Abstract

We determined pulmonary oxygen consumption (VO2lung) in low-birthweight infants with acute lung disease to help explain the greater whole-body oxygen consumption (VO2wb) in these infants with than in those without lung disease. Eleven infants (birth weight 1,076+/-364 g; gestational age 28+/-3 weeks) undergoing mechanical ventilation for respiratory distress syndrome were studied in their first week of life. We measured VO2wb by indirect calorimetry and simultaneously determined systemic oxygen uptake (VO2Fick) as the product of cardiac output (echocardiography) and the arterial-mixed venous oxygen content difference (cooximetry) assuming that VO2wb-VO2Fick accounts for VO2lung. Right atrial blood samples were used to determine mixed venous oxygenation, and infants were excluded if samples returned saturations greater than 89%. VO2lung was 1.92+/-1.74 ml x kg(-1) x min(-1), representing 25% of their VO2wb (7.58+/-1.48 ml x kg(-1) x min(-1)). VO2lung was not correlated with clinical measures of acute disease severity. However, infants with the most severe changes on follow-up radiography (Edwards score 5 as assessed by radiologist blinded for VO2 data) all had a VO2lung level greater than 2.0 ml x kg(-1) x min(-1). VO2lung can account for the elevated metabolic rate in low-birthweight infants with lung injury. We speculate that this reflects in part inflammatory pulmonary processes and may herald chronic lung disease.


The expected answer is every line from the material below that has the word "each".

*** Data for this task Section Begins ***

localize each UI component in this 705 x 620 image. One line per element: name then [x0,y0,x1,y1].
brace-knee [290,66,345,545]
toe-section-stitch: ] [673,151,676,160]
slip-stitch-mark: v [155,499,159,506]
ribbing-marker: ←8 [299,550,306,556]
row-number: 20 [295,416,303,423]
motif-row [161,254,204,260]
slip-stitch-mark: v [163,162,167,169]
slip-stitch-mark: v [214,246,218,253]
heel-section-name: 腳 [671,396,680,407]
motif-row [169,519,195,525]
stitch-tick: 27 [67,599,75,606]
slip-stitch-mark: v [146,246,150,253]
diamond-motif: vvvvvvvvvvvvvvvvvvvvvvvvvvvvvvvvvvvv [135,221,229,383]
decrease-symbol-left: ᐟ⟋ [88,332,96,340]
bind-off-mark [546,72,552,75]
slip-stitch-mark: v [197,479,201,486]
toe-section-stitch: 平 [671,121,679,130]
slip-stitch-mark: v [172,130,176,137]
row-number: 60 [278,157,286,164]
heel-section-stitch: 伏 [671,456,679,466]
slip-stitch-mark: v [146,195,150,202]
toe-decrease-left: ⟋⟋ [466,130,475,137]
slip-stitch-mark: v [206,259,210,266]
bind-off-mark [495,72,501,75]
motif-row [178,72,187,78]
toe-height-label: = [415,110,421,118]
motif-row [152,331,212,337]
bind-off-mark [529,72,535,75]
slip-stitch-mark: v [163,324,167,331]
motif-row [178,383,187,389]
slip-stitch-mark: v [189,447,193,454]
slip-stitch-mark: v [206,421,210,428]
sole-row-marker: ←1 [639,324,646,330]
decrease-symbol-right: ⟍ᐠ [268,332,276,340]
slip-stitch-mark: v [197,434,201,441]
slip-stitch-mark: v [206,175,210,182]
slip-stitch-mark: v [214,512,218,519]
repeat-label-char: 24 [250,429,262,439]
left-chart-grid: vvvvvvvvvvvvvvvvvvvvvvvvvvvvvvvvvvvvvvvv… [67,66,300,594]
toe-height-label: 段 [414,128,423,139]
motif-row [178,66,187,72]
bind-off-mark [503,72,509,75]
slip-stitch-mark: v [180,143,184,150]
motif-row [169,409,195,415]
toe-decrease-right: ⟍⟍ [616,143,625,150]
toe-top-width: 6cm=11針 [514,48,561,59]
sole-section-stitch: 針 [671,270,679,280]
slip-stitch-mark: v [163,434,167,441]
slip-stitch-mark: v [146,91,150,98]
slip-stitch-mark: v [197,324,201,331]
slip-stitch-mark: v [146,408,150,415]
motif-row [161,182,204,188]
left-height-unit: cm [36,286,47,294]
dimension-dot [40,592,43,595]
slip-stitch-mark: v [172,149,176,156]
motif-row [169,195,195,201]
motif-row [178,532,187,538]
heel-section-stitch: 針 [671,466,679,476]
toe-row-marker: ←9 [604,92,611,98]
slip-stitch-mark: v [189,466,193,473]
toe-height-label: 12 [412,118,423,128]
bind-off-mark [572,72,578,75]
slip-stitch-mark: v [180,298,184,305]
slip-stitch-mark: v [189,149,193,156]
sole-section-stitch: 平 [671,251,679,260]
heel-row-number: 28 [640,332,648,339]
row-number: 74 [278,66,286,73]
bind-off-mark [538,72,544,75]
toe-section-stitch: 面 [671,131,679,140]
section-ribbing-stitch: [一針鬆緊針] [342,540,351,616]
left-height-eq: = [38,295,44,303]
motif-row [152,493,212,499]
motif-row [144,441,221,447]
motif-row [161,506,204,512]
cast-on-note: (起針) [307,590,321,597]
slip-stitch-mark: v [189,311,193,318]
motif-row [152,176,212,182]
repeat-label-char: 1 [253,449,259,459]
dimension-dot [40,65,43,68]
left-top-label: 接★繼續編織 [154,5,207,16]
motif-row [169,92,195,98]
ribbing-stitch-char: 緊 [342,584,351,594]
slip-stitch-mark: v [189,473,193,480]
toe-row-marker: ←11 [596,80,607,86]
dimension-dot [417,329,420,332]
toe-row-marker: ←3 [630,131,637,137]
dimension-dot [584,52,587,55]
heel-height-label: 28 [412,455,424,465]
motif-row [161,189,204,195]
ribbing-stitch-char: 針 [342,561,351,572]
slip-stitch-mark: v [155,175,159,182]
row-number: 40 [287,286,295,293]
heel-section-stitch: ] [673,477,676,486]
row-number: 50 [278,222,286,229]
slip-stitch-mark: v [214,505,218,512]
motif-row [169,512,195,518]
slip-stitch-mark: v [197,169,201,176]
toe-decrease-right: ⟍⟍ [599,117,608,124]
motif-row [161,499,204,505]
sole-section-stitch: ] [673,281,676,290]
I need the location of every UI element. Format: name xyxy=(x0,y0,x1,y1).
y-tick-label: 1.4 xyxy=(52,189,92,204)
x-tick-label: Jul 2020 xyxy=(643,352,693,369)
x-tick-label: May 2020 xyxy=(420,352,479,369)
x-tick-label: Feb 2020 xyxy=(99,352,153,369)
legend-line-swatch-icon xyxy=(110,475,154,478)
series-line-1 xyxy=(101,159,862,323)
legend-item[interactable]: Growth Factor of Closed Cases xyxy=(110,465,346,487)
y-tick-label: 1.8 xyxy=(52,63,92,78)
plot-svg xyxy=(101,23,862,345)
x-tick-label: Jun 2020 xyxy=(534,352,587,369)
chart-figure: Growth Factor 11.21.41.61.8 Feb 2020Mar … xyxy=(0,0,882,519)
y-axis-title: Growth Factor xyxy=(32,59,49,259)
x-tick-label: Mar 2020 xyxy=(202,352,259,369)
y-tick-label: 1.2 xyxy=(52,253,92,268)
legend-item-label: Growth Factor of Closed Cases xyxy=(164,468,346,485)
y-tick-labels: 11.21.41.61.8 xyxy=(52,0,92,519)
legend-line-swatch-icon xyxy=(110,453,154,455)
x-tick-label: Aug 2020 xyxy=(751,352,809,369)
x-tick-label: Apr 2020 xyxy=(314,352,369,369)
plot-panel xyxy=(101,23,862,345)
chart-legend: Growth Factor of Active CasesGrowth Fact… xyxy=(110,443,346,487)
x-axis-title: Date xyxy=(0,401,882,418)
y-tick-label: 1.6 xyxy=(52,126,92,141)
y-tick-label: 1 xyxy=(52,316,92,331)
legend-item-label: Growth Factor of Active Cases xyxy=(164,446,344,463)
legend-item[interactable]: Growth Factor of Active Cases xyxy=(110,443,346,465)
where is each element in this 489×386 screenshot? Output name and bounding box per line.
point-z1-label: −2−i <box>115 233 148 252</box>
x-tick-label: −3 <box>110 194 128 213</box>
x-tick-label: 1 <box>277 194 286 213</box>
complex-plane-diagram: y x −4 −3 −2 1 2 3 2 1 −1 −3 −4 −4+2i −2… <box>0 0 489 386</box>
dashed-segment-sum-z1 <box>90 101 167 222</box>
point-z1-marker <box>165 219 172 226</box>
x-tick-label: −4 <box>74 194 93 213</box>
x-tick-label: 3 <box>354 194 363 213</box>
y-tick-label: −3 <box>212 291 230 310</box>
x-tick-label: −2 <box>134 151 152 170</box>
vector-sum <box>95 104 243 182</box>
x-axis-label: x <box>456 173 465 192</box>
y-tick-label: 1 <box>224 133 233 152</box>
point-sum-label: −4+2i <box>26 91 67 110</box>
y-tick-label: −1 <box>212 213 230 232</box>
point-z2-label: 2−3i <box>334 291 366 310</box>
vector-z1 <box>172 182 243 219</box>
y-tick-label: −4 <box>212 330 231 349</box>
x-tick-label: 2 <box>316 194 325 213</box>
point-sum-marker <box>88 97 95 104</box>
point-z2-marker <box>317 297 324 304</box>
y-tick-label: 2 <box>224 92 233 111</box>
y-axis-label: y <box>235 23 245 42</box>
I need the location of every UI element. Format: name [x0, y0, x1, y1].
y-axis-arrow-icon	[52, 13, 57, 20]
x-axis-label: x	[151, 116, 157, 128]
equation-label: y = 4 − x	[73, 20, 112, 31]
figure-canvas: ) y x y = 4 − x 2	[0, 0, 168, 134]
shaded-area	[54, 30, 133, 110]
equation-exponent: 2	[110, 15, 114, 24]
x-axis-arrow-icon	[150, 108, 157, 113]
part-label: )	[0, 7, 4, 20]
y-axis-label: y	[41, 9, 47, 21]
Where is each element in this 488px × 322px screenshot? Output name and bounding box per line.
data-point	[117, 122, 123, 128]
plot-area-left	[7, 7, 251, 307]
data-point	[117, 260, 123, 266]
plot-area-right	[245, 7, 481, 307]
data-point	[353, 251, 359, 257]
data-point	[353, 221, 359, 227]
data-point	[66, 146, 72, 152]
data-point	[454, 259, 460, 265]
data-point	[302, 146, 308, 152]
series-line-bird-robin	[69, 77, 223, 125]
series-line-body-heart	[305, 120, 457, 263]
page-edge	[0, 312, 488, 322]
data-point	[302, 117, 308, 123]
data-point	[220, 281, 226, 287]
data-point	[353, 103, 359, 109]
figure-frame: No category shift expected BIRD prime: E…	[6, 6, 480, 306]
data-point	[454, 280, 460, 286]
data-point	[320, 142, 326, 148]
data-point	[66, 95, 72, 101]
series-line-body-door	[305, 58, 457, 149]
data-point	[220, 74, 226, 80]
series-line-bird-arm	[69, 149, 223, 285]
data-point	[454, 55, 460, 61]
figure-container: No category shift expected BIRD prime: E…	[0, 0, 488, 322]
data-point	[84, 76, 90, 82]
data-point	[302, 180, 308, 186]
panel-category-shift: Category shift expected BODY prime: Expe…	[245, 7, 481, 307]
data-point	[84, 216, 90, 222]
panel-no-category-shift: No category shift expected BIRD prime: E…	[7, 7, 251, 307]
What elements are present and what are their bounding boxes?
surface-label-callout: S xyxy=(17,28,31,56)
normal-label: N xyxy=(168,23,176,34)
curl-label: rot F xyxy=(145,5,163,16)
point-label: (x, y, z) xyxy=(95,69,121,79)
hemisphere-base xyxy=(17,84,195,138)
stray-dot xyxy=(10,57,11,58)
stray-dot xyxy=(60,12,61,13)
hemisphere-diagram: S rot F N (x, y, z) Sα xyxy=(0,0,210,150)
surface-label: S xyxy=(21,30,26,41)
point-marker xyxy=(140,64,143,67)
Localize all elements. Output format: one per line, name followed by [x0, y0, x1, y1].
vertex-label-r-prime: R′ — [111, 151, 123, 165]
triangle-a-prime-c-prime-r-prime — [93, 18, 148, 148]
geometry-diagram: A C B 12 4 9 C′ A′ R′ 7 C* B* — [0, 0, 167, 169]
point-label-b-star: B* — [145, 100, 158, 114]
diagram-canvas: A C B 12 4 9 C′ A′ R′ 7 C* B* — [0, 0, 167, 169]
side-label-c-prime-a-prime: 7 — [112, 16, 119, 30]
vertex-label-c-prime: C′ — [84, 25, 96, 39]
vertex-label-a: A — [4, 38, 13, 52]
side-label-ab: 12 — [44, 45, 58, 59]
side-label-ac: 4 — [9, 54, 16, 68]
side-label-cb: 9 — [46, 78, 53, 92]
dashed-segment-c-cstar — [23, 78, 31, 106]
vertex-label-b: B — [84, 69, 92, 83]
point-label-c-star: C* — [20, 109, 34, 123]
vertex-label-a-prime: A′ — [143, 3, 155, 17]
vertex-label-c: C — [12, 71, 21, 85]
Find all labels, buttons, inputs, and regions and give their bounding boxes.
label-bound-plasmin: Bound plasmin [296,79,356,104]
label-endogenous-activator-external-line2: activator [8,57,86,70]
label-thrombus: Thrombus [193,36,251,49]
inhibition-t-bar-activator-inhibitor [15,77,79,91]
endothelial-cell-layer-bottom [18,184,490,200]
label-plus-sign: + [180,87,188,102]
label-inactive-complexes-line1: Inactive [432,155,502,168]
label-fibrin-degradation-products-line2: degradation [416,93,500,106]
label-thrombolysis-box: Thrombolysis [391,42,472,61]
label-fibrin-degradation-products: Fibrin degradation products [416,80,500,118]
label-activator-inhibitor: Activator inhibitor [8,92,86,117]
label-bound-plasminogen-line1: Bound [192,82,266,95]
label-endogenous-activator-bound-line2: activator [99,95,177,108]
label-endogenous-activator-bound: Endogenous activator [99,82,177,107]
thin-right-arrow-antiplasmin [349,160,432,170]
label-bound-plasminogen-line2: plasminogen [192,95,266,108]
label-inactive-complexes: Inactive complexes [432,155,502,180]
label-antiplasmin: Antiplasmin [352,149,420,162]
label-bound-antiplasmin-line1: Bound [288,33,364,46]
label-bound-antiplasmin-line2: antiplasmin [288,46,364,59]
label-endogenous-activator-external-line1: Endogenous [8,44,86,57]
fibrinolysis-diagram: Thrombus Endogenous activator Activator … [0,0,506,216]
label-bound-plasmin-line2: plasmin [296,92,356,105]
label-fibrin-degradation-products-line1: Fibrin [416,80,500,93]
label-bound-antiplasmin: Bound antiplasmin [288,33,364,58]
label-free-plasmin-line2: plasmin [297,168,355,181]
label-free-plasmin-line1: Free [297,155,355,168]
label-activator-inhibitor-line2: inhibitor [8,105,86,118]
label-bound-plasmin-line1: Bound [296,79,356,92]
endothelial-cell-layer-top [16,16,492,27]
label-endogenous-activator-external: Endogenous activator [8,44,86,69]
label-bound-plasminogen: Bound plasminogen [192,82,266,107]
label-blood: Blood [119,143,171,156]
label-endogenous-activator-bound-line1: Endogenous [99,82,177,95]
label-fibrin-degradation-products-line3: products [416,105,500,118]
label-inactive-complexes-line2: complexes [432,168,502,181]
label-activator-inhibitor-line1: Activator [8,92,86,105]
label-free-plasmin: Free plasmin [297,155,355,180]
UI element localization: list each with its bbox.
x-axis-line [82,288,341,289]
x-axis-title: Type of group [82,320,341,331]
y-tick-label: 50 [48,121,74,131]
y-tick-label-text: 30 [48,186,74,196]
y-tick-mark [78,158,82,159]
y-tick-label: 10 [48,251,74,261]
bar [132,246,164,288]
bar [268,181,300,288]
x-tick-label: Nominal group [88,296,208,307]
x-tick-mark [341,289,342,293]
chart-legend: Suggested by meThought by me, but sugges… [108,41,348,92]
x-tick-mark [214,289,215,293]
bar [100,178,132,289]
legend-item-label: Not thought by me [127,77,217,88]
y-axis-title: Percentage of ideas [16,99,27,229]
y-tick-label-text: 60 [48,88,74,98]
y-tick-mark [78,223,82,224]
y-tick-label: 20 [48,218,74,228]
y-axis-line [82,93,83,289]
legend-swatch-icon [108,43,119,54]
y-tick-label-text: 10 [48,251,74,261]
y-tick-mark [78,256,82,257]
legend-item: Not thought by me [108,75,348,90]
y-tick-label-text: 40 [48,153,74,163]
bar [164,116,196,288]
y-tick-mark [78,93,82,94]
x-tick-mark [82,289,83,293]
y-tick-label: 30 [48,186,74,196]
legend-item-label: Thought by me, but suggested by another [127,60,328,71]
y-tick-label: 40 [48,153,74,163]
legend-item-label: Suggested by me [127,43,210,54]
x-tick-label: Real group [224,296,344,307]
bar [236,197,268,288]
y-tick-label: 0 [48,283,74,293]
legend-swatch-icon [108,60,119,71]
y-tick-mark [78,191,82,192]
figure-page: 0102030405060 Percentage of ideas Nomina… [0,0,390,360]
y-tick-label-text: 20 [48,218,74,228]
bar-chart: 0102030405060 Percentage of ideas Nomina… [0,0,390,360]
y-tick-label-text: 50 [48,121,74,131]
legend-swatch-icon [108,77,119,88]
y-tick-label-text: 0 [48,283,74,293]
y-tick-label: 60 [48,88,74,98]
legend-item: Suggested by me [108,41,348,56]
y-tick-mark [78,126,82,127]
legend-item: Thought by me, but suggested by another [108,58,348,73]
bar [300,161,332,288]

*** Data for this task Section Ends ***

__Final answer__:
localize each UI component in this 705 x 620 image. One line per element: name then [x0,y0,x1,y1].
where is each element in this 489×386 screenshot? Output name and bounding box per line.
Where is each element in this 488px × 322px screenshot? Output name and bounding box per line.
UI element localization: list each with its bbox.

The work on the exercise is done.